WORK TO BE COMPLETED
Your answer should hold only the lines from the start of the data below through the line with "Task: Click on", copied exactly, with pictures left out.

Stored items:

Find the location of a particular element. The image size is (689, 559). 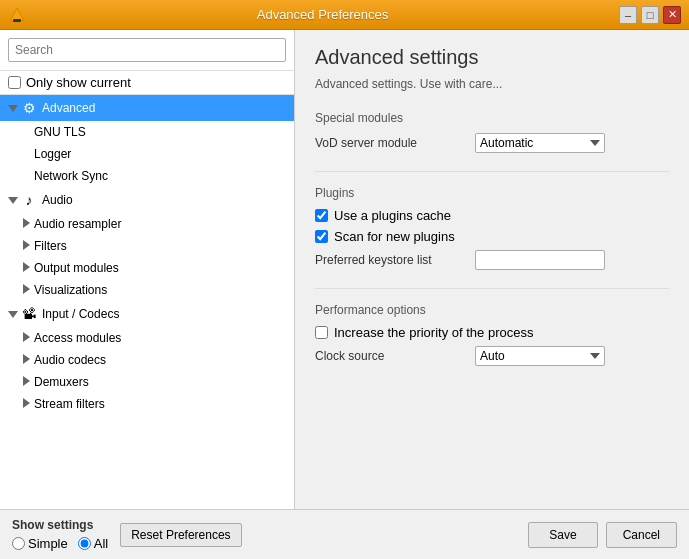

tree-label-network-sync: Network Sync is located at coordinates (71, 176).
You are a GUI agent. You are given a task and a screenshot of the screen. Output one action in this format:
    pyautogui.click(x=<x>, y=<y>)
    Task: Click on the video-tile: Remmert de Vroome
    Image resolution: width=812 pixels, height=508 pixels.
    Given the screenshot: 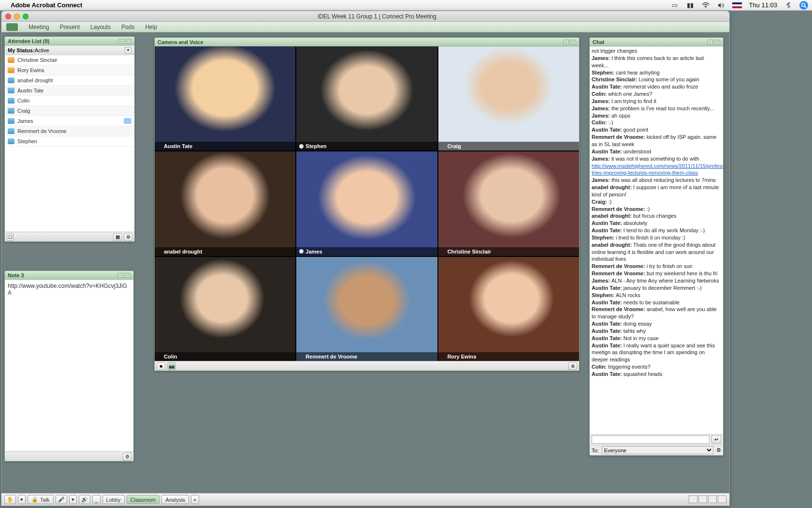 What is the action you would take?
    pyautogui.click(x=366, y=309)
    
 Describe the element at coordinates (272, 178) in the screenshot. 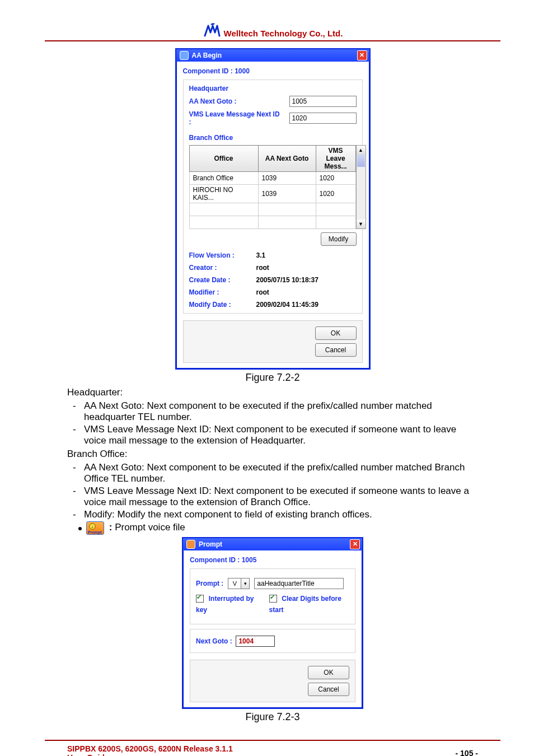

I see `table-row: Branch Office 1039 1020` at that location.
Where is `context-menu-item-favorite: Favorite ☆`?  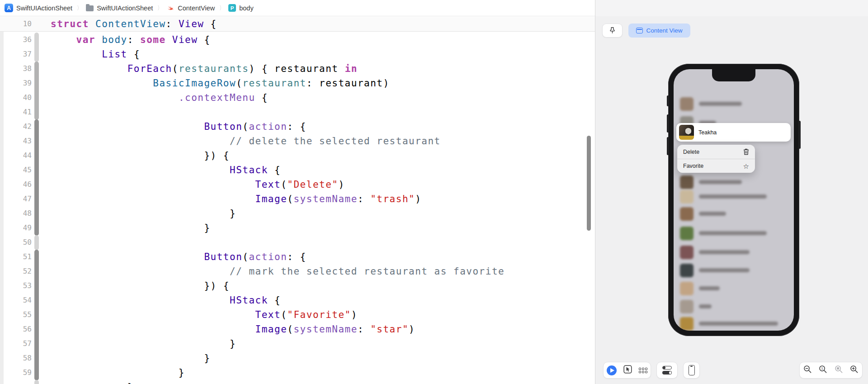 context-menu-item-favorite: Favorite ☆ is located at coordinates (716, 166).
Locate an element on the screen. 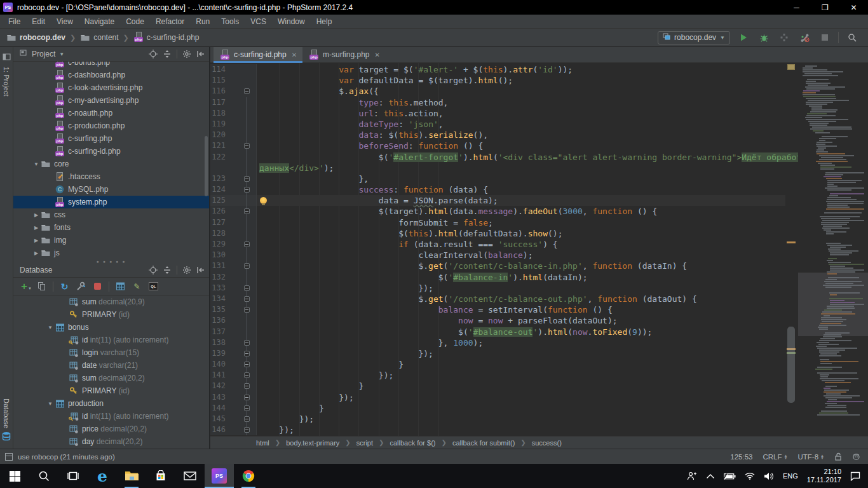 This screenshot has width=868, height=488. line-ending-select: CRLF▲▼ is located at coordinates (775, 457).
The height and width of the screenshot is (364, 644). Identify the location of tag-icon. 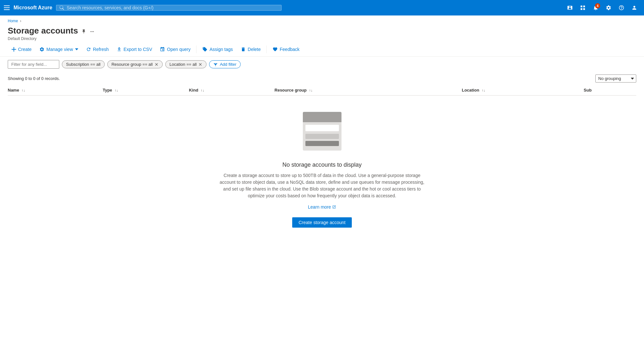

COMPLETED EXERCISE
Find the location of a particular element. The image size is (689, 559). 

tree-label-network-sync: Network Sync is located at coordinates (71, 176).
You are a GUI agent. You are given a task and a screenshot of the screen. Output one action in this format:
    pyautogui.click(x=<x>, y=<y>)
    Task: Click on the video-tile: Remmert de Vroome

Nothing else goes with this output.